Reseña del editor:
You might think that birth of Prince Valiant’s son Arn at the end of the previous volume would have slowed down Val’s adventuring, but you would be wrong. In Prince Valiant Vol. 7, after the baby has been christened, Valiant and Gawain are dispatched to investigate reports of black magic in Wales, ending up in pitched battle at the aptly named Castle Illwynde. Then it’s off to Scotland to battle the Picts, and then home yet again for Val to visit his growing boy. Valiant now enters the 1950s: The Thule winter is hard and bleak, and a prince who has designs on Aleta must be dealt with. Then it’s another epic-length story, “The Missionaries,†in which Val and several of his fellow knights and crew travel to Rome on a quest for teachers who might bring Christianity to Thule. The story also features an escape through the Alps, far too many red-headed girls, and a tragic, life-changing event for the young squire Geoffrey (a.k.a. “Arf †). And Foster charmingly ends the book with “The Prince Arn Story,†a three-week sequence narrated by the toddler.
Biografía del autor:
Hal Foster (1892-1982) created Prince Valiant in 1937. Though remaining involved with the strip until his death in 1982, Foster handed the bulk of the scripting and art chores over to his longtime assistant, John Cullen Murphy, in 1971.
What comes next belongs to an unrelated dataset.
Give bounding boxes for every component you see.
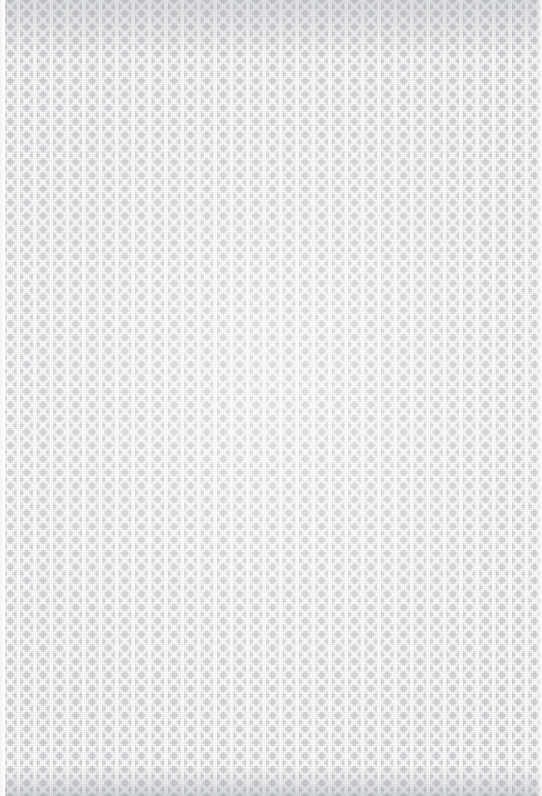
grid-cell-texture: [0, 0, 542, 796]
grid-view[interactable]: Spreadsheet Grid Densely packed grid of …: [0, 0, 542, 796]
grid-surface[interactable]: [0, 0, 542, 796]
Brian M. Kane is the author of Hal Foster: Prince of Illustrators and James Bama: American Realist. He teaches in the Illustration Department at the Columbus College of Art & Design, Columbus, Ohio. He has a Masters Degree in History of Art from The Ohio State University where he is currently working on his Ph.D. in Art Education with an emphasis in Visual Culture.